* _WHAT YOU NEED TO DO_
Nothing but the lines from the one containing "Image resolution: width=812" through the end of the data should be retyped, exactly as they stand, and pictures should not be retyped.

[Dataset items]
• • • • • • •

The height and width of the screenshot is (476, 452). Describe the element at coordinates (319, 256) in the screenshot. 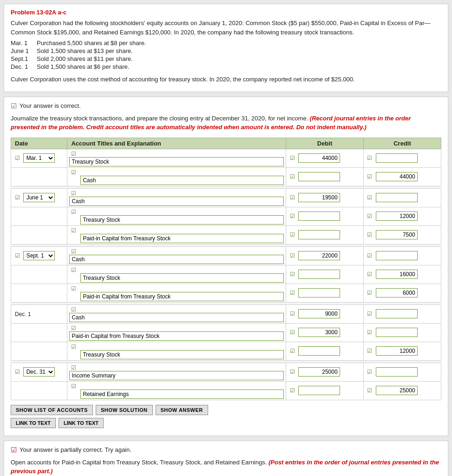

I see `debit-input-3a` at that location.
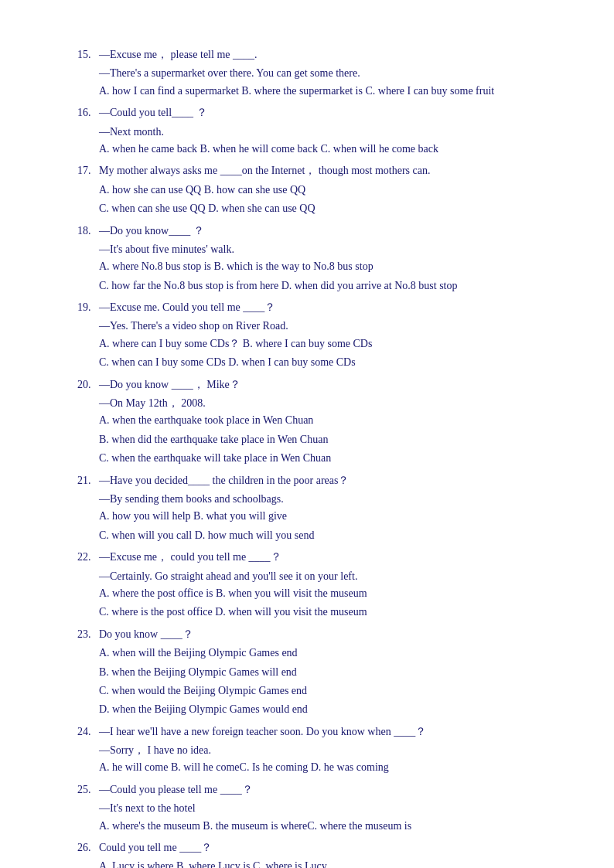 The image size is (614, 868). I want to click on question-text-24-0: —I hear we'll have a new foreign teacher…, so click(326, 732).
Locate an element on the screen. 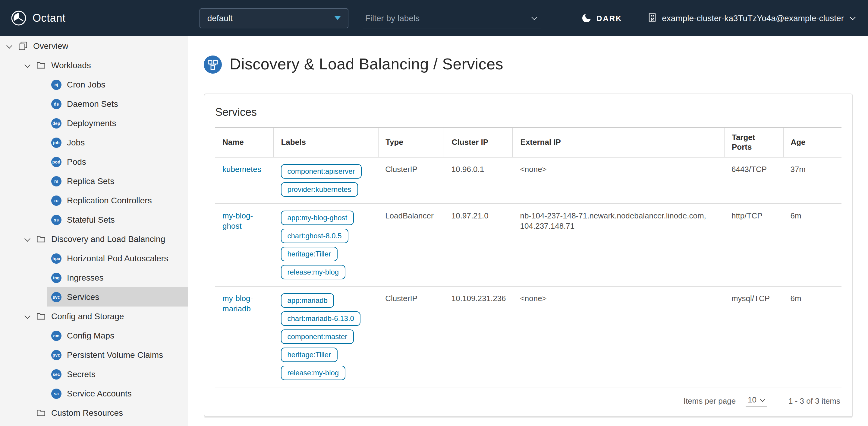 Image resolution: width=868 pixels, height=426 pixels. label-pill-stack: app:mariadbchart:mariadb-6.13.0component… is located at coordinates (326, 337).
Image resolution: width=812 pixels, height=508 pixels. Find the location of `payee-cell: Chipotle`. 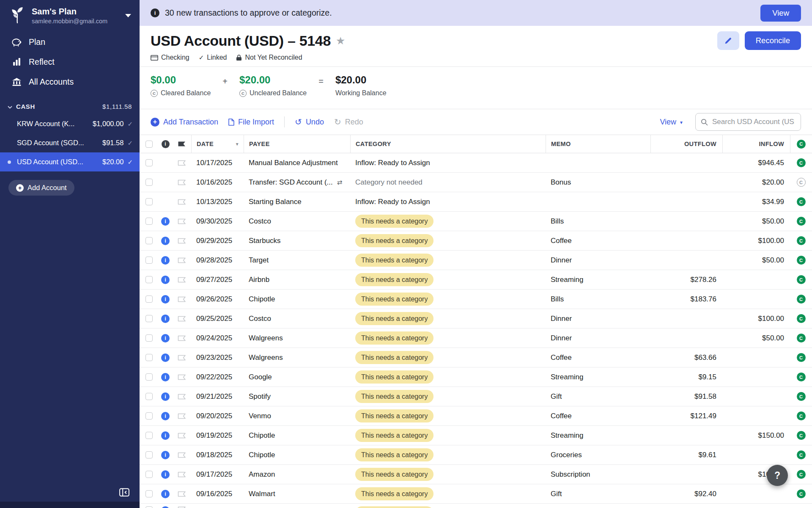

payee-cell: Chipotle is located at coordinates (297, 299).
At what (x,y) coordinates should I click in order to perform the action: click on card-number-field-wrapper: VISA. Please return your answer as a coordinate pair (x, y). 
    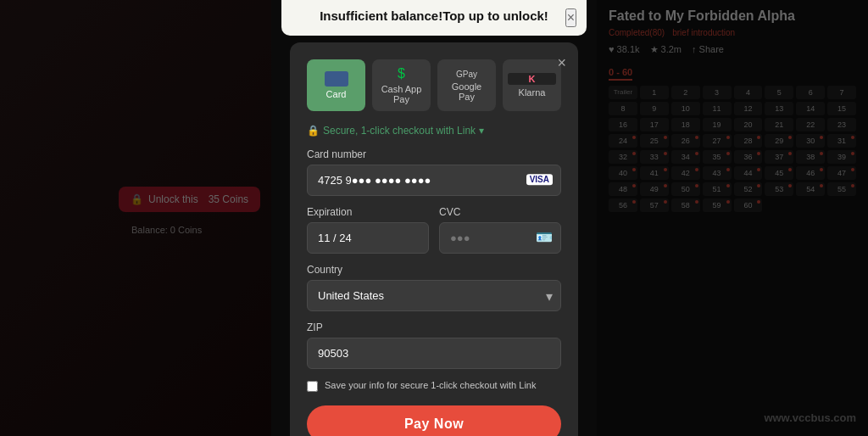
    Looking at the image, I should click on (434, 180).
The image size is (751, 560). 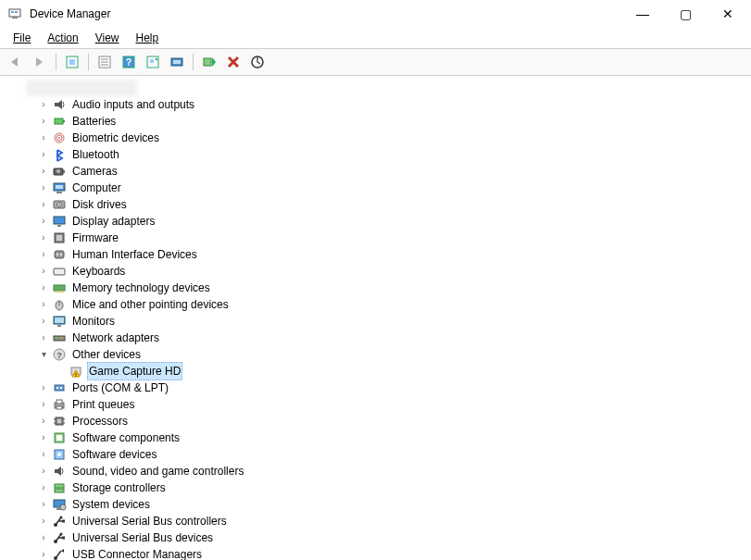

• • • • • • •

* _RESPONSE TO THE EXERCISE_
Image resolution: width=812 pixels, height=508 pixels. Find the location of `payee-cell: Chipotle`. 

payee-cell: Chipotle is located at coordinates (297, 299).
At what (x,y) coordinates should I click in order to perform the action: click on card-number-field-wrapper: VISA. Please return your answer as a coordinate pair (x, y). 
    Looking at the image, I should click on (434, 180).
The image size is (751, 560). 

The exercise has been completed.